Advertisement

800 Elementary Pupils Get High School Tour

Share via

While the regular students from Cleveland High School had a day off from school Thursday, their seats were taken over by a group of smaller and younger pupils who learned that high school is a pretty cool place.

For several hours, the halls of the Reseda school were congested with more than 800 fourth- and fifth-grade students from neighboring schools, who toured the school as part of Cleveland High’s annual celebration of its adopt-a-school program.

The four-hour event was designed to introduce elementary school students to high schools and encourage them to stay in school and aspire to attend college.

Advertisement

The younger students “get to have a high school experience and it’s fun for them,” said Cleveland Principal Eileen Banta. “For many it’s their first time even being in a high school.”

Students were divided into groups of 30, which visited math, science, music and shop classes where teachers either guided them through experiments or explained subjects as they would to high school students.

In one science class, 9-year-old Riana Ward of Cantara Street Elementary School learned how to detect the difference between things that are acid-based and things that are not.

“We got to mix chemicals with cabbage juice and we decided if it was pink it was an acid and if it wasn’t it was a base and that was really neat because I’m really into science,” Riana said.

The fourth-grader said she was looking forward to becoming a cheerleader at Cleveland after surveying the myriad after-school activities. But, she said, she was most impressed with the size of the school.

“My school is much smaller than this school,” she said. “This is like really gigantic. But that’ll be OK when I’m here for real.”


**Task description**
Tally the lines below that contain "engineers". The number is the whole answer.

────

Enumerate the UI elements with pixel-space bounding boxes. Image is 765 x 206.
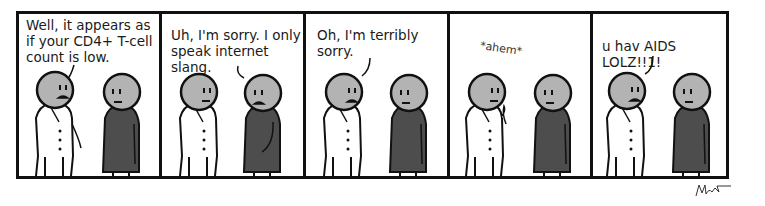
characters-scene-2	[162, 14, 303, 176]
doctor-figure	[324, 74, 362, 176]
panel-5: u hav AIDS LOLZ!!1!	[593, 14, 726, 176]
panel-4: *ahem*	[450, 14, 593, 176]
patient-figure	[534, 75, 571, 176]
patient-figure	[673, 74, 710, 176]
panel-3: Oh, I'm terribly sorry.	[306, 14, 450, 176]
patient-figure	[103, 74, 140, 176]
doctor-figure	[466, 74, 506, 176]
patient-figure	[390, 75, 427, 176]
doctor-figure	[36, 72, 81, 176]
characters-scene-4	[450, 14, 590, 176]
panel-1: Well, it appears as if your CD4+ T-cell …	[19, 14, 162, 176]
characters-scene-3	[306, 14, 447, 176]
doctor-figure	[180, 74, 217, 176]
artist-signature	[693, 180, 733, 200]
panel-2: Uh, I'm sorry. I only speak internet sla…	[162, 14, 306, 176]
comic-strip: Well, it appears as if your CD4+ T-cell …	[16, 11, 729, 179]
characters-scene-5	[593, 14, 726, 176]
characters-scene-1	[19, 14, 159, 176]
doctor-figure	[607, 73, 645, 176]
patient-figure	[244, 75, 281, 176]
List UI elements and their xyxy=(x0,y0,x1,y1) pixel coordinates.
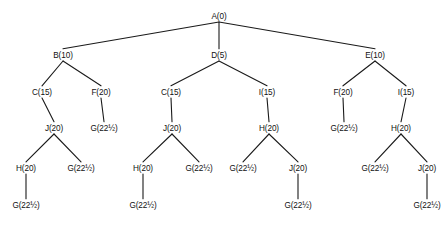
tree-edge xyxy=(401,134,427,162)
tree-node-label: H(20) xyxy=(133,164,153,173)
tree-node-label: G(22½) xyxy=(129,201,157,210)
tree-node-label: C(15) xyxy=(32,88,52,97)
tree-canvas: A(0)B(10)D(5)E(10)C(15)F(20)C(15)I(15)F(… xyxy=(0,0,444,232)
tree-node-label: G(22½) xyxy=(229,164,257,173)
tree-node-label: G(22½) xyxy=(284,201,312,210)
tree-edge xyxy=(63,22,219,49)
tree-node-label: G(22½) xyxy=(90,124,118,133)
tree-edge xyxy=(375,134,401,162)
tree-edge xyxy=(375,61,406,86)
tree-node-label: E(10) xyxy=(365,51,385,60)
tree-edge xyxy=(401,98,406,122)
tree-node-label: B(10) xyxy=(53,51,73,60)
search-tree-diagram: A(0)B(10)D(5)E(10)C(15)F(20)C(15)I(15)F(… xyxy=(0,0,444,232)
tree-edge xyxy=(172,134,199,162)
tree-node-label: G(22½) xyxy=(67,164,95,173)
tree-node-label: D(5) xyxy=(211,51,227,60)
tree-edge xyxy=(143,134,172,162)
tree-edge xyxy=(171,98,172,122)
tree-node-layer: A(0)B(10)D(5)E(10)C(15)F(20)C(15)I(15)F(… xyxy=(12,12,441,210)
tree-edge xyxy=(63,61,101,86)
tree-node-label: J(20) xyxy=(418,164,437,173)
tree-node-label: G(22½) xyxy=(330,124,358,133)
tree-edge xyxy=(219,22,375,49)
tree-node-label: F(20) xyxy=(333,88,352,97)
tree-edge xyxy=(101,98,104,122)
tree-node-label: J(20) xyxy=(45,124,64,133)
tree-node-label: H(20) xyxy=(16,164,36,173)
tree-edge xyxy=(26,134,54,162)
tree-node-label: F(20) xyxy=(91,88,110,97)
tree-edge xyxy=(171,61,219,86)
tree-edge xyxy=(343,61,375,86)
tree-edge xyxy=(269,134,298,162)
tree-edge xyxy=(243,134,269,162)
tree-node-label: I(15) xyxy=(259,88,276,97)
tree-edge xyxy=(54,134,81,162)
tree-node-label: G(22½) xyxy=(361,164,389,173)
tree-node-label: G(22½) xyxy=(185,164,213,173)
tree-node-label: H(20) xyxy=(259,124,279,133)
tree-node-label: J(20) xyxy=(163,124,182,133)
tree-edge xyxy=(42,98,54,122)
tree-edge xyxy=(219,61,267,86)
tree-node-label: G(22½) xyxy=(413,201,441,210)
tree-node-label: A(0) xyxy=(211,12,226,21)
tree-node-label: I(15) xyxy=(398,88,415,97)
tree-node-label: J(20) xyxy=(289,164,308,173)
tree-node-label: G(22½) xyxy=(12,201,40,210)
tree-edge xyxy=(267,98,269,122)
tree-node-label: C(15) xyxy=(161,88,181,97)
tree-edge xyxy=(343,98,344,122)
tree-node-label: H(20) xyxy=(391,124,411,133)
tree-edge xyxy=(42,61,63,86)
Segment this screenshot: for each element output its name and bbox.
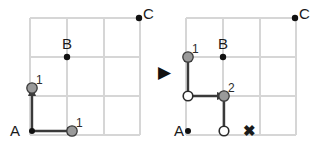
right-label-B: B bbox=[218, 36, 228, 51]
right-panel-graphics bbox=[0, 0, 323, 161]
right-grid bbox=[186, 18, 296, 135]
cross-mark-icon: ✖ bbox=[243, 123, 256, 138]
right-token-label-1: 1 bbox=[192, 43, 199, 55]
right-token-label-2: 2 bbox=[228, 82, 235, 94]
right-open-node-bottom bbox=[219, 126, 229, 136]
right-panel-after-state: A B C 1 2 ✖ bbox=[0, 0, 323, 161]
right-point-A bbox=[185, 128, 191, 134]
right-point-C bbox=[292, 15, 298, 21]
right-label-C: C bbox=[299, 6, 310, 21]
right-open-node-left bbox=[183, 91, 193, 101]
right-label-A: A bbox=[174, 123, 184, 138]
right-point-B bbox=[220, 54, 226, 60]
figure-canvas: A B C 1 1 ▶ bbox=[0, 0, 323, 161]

────

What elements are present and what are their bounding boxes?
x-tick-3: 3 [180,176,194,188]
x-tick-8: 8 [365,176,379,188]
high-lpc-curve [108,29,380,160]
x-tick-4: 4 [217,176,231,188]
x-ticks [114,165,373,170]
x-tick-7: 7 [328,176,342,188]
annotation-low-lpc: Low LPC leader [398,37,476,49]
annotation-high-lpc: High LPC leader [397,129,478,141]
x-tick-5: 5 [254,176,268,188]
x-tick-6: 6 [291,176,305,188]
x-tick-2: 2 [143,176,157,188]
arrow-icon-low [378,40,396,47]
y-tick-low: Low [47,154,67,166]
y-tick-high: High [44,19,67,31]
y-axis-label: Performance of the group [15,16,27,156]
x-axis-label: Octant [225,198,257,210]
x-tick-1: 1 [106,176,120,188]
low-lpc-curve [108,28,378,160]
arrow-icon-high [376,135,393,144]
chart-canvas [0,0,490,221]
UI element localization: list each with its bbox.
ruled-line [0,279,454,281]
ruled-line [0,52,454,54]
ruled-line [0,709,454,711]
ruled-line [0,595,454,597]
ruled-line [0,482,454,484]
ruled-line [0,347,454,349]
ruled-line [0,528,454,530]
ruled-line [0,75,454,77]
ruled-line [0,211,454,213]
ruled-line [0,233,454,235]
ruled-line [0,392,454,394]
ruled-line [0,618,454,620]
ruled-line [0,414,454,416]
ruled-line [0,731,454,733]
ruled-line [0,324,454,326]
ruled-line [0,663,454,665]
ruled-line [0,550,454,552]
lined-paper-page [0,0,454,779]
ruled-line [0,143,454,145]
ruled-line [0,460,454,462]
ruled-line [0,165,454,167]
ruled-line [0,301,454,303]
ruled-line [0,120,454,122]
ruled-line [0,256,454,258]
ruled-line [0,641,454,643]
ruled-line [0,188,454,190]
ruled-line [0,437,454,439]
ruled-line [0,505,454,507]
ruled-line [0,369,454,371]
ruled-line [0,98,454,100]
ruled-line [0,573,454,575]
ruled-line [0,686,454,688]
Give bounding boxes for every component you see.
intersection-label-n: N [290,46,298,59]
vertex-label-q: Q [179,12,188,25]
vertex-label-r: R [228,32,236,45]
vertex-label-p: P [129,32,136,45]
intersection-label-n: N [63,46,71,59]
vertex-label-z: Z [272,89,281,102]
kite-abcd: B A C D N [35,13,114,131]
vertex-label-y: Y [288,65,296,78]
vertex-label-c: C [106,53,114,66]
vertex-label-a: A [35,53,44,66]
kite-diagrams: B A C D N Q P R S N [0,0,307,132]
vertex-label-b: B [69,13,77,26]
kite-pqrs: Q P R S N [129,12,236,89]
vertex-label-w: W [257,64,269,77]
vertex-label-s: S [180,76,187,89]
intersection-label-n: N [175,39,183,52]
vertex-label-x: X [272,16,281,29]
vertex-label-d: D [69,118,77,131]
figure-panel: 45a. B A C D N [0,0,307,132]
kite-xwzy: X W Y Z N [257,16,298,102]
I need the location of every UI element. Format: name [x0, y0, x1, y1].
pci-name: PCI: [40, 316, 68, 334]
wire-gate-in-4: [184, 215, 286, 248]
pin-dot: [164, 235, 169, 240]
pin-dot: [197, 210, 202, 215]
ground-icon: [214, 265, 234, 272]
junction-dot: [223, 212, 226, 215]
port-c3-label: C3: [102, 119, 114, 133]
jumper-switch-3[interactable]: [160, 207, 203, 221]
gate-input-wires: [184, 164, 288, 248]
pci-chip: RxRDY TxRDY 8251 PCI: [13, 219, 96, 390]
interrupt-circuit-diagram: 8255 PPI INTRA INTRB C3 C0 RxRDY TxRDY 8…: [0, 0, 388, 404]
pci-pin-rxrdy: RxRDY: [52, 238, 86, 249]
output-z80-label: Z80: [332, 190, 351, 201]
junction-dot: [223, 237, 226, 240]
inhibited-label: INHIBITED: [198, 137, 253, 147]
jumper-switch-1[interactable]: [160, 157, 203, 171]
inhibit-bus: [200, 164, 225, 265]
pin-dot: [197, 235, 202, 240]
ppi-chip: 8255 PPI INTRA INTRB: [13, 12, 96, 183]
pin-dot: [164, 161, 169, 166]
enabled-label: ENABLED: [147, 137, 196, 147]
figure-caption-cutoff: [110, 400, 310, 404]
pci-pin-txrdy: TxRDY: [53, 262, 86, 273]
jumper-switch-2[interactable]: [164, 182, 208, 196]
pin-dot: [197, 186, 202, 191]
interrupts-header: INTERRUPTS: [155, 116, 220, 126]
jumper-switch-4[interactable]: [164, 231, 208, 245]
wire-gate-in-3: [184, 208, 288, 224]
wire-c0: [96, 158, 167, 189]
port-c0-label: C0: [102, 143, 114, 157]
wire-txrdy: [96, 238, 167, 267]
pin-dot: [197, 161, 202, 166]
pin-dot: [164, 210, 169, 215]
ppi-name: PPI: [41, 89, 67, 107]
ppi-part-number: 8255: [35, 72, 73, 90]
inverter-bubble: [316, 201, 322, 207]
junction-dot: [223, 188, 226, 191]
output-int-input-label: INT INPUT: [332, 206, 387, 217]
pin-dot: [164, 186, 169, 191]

────

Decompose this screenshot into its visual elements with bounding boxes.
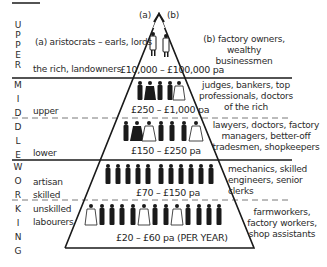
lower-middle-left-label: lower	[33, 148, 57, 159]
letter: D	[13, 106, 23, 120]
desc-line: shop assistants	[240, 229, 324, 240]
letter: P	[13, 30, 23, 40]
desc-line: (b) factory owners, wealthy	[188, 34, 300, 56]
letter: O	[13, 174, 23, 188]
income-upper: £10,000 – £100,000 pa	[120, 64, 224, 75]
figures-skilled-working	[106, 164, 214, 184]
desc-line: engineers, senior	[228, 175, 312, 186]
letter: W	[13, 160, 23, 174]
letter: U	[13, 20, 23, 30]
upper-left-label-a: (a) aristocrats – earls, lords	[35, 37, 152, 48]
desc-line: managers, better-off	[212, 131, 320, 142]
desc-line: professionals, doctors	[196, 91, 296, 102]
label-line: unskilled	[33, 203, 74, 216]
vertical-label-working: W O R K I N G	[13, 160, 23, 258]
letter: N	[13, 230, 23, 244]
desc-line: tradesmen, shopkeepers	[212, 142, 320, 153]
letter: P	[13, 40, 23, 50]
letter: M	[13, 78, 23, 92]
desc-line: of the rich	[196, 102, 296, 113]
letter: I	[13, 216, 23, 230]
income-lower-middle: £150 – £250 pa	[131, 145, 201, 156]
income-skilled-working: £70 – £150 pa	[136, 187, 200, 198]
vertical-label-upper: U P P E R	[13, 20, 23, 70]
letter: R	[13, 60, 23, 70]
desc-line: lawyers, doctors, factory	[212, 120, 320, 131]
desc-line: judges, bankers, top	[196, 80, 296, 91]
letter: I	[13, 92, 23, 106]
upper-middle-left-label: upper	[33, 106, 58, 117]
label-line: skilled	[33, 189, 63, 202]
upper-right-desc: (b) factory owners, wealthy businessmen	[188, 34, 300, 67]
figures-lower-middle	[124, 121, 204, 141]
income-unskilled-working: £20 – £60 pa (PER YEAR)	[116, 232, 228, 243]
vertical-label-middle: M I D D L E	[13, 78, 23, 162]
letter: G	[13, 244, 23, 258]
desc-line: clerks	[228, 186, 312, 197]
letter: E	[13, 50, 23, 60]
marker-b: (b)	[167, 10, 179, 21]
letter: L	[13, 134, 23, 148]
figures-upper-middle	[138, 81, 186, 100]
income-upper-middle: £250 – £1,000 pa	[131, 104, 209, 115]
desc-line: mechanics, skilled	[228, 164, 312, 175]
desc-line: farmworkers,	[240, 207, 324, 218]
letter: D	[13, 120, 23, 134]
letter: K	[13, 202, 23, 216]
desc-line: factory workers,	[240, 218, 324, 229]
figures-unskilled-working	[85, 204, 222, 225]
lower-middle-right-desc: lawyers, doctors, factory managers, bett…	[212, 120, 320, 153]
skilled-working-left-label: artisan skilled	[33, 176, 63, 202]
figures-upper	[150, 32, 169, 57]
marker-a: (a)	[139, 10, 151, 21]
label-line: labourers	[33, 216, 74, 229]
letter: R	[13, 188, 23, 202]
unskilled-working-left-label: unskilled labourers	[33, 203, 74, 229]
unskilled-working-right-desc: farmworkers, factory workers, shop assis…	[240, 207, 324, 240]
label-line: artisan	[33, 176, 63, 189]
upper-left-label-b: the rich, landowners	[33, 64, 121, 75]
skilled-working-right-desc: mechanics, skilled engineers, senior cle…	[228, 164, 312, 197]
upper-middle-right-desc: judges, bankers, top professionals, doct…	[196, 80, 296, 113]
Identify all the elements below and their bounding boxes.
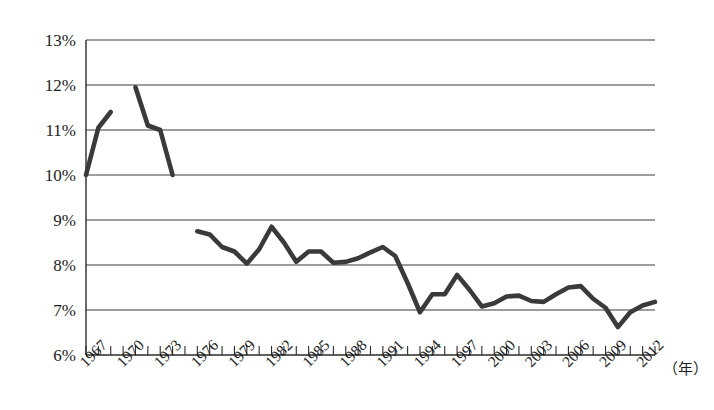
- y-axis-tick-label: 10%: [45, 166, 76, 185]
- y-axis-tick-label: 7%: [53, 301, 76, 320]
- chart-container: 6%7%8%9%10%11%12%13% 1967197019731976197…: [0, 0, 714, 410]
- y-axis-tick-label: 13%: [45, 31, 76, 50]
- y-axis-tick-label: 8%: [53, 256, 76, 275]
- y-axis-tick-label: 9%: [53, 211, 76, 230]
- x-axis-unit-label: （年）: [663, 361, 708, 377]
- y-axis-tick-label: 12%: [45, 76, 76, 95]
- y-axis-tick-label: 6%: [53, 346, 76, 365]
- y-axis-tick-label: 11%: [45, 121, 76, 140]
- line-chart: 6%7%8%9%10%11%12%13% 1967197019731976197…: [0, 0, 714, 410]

────

**Answer area**
2